Lesson Learned

Before proceeding with an impact evaluation endline and analysis, MCC should carefully consider the risks, constraints, and compromises to the evaluation design, and the resulting implications for the expected learning value of the evaluation.

Before proceeding with an impact evaluation endline and analysis, MCC should carefully consider the risks, constraints, and compromises to the evaluation design, and the resulting implications for the expected learning value of the evaluation. The impact evaluation design was compromised in important ways by a number of factors including i) incomplete take-up, as many of the intended beneficiaries who were expected to have received land use property rights certificates (DUATs) had not, ii) high attrition (31%) between baseline and follow-up, and iii) contamination of parts of the control group, as subsequent projects issued DUATs to some of the control households, as well as significant differences between treatment and control groups at baseline. These issues substantially reduce the statistical power of the analysis, and pose challenges for inferring causality from the matched difference-in-difference analysis. In addition, the long exposure period of the evaluation - over 10 years after implementation of some activities - seems likely to have limited its ability to measure shorter-term impacts, such as increased knowledge and awareness resulting from the project’s outreach campaign. As a result, the findings from the impact evaluation analysis must be interpreted with a high degree of caution, and their implications for future program design are limited.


_ABOUT THIS TASK_
Repeat the listing that follows exactly. Pictures are not part of the copy.

_SOURCE INFORMATION_
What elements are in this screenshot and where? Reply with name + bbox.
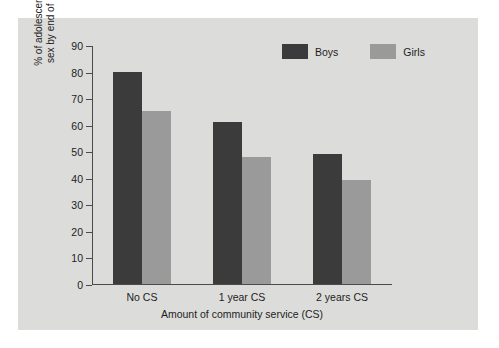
y-axis-line <box>92 46 93 285</box>
y-axis-title: % of adolescents initiating sex by end o… <box>33 0 57 88</box>
y-tick-label: 30 <box>71 200 83 211</box>
figure: Boys Girls % of adolescents initiating s… <box>0 0 499 348</box>
bar-boys-no-cs <box>113 72 142 284</box>
bar-girls-2-years-cs <box>342 180 371 284</box>
y-tick-label: 70 <box>71 94 83 105</box>
bar-girls-no-cs <box>142 111 171 284</box>
x-tick-label-2: 2 years CS <box>316 291 368 303</box>
y-tick-mark <box>86 258 92 259</box>
y-tick-mark <box>86 73 92 74</box>
bar-boys-2-years-cs <box>313 154 342 284</box>
x-tick-label-0: No CS <box>127 291 158 303</box>
y-tick-mark <box>86 179 92 180</box>
x-axis-title: Amount of community service (CS) <box>92 308 392 320</box>
bar-girls-1-year-cs <box>242 157 271 284</box>
y-axis-title-line1: % of adolescents initiating <box>33 0 45 88</box>
x-axis-line <box>92 284 392 285</box>
y-tick-label: 10 <box>71 253 83 264</box>
y-tick-mark <box>86 152 92 153</box>
y-tick-label: 40 <box>71 174 83 185</box>
y-tick-mark <box>86 126 92 127</box>
y-tick-label: 0 <box>77 280 83 291</box>
y-tick-label: 50 <box>71 147 83 158</box>
y-tick-label: 60 <box>71 120 83 131</box>
bar-boys-1-year-cs <box>213 122 242 284</box>
y-tick-label: 80 <box>71 67 83 78</box>
legend-label-girls: Girls <box>403 46 425 58</box>
y-tick-mark <box>86 285 92 286</box>
y-tick-mark <box>86 205 92 206</box>
y-tick-mark <box>86 46 92 47</box>
y-tick-mark <box>86 99 92 100</box>
y-tick-label: 90 <box>71 41 83 52</box>
y-axis-title-line2: sex by end of 10th grade <box>45 0 57 88</box>
plot-area: 0102030405060708090 No CS1 year CS2 year… <box>92 46 392 285</box>
y-tick-mark <box>86 232 92 233</box>
y-tick-label: 20 <box>71 227 83 238</box>
x-tick-label-1: 1 year CS <box>219 291 266 303</box>
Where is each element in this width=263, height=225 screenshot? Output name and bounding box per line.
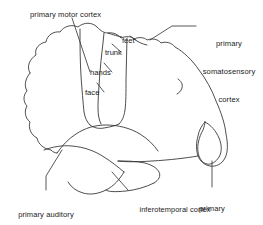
label-homunculus-face: face — [85, 88, 99, 97]
sylvian-fissure-inferior — [44, 146, 124, 172]
leader-auditory-cortex — [46, 150, 62, 190]
central-sulcus — [98, 33, 104, 124]
label-inferotemporal-cortex: inferotemporal cortex (high order vision… — [127, 186, 223, 225]
label-somatosensory-line-2: somatosensory — [197, 67, 261, 76]
leader-inferotemporal-cortex — [112, 172, 128, 190]
sylvian-fissure-superior — [57, 125, 158, 153]
brain-diagram: primary motor cortex primary somatosenso… — [0, 0, 263, 225]
primary-visual-cortex-region — [198, 122, 222, 164]
parieto-occipital-notch — [177, 79, 182, 94]
frontal-lobe-contour — [24, 73, 57, 153]
leader-motor-cortex — [72, 18, 90, 72]
label-homunculus-trunk: trunk — [105, 48, 122, 57]
label-homunculus-feet: feet — [122, 36, 135, 45]
label-inferotemporal-line-1: inferotemporal cortex — [127, 205, 223, 214]
leader-somatosensory-cortex — [150, 26, 196, 40]
precentral-gyrus-border — [80, 29, 90, 125]
label-auditory-line-1: primary auditory — [6, 210, 86, 219]
label-primary-auditory-cortex: primary auditory cortex — [6, 191, 86, 225]
label-homunculus-hands: hands — [90, 68, 111, 77]
label-primary-motor-cortex: primary motor cortex — [30, 10, 101, 19]
label-somatosensory-line-1: primary — [197, 39, 261, 48]
label-somatosensory-line-3: cortex — [197, 95, 261, 104]
label-primary-somatosensory-cortex: primary somatosensory cortex — [197, 20, 261, 123]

_ANSWER SECTION_
What elements are in this screenshot and where? Reply with name + bbox.
y-axis-line <box>92 46 93 285</box>
y-axis-title: % of adolescents initiating sex by end o… <box>33 0 57 88</box>
y-tick-label: 30 <box>71 200 83 211</box>
figure: Boys Girls % of adolescents initiating s… <box>0 0 499 348</box>
bar-boys-no-cs <box>113 72 142 284</box>
bar-girls-2-years-cs <box>342 180 371 284</box>
y-tick-label: 70 <box>71 94 83 105</box>
bar-girls-no-cs <box>142 111 171 284</box>
x-tick-label-2: 2 years CS <box>316 291 368 303</box>
y-tick-mark <box>86 258 92 259</box>
y-tick-mark <box>86 73 92 74</box>
bar-boys-2-years-cs <box>313 154 342 284</box>
x-tick-label-0: No CS <box>127 291 158 303</box>
y-tick-mark <box>86 179 92 180</box>
x-axis-title: Amount of community service (CS) <box>92 308 392 320</box>
bar-girls-1-year-cs <box>242 157 271 284</box>
y-axis-title-line1: % of adolescents initiating <box>33 0 45 88</box>
x-axis-line <box>92 284 392 285</box>
y-tick-label: 10 <box>71 253 83 264</box>
y-tick-mark <box>86 152 92 153</box>
y-tick-label: 40 <box>71 174 83 185</box>
y-tick-mark <box>86 126 92 127</box>
y-tick-label: 0 <box>77 280 83 291</box>
y-tick-label: 50 <box>71 147 83 158</box>
y-tick-label: 60 <box>71 120 83 131</box>
bar-boys-1-year-cs <box>213 122 242 284</box>
y-tick-label: 80 <box>71 67 83 78</box>
legend-label-girls: Girls <box>403 46 425 58</box>
y-tick-mark <box>86 285 92 286</box>
y-tick-mark <box>86 205 92 206</box>
y-tick-mark <box>86 46 92 47</box>
y-tick-mark <box>86 99 92 100</box>
y-tick-label: 90 <box>71 41 83 52</box>
y-axis-title-line2: sex by end of 10th grade <box>45 0 57 88</box>
plot-area: 0102030405060708090 No CS1 year CS2 year… <box>92 46 392 285</box>
y-tick-mark <box>86 232 92 233</box>
y-tick-label: 20 <box>71 227 83 238</box>
x-tick-label-1: 1 year CS <box>219 291 266 303</box>
Where is each element in this width=263, height=225 screenshot? Output name and bounding box per line.
label-homunculus-face: face — [85, 88, 99, 97]
sylvian-fissure-inferior — [44, 146, 124, 172]
leader-auditory-cortex — [46, 150, 62, 190]
central-sulcus — [98, 33, 104, 124]
label-inferotemporal-cortex: inferotemporal cortex (high order vision… — [127, 186, 223, 225]
label-somatosensory-line-2: somatosensory — [197, 67, 261, 76]
leader-inferotemporal-cortex — [112, 172, 128, 190]
sylvian-fissure-superior — [57, 125, 158, 153]
brain-diagram: primary motor cortex primary somatosenso… — [0, 0, 263, 225]
primary-visual-cortex-region — [198, 122, 222, 164]
parieto-occipital-notch — [177, 79, 182, 94]
frontal-lobe-contour — [24, 73, 57, 153]
leader-motor-cortex — [72, 18, 90, 72]
label-homunculus-trunk: trunk — [105, 48, 122, 57]
label-homunculus-feet: feet — [122, 36, 135, 45]
label-inferotemporal-line-1: inferotemporal cortex — [127, 205, 223, 214]
leader-somatosensory-cortex — [150, 26, 196, 40]
precentral-gyrus-border — [80, 29, 90, 125]
label-auditory-line-1: primary auditory — [6, 210, 86, 219]
label-primary-auditory-cortex: primary auditory cortex — [6, 191, 86, 225]
label-homunculus-hands: hands — [90, 68, 111, 77]
label-primary-motor-cortex: primary motor cortex — [30, 10, 101, 19]
label-somatosensory-line-1: primary — [197, 39, 261, 48]
label-somatosensory-line-3: cortex — [197, 95, 261, 104]
label-primary-somatosensory-cortex: primary somatosensory cortex — [197, 20, 261, 123]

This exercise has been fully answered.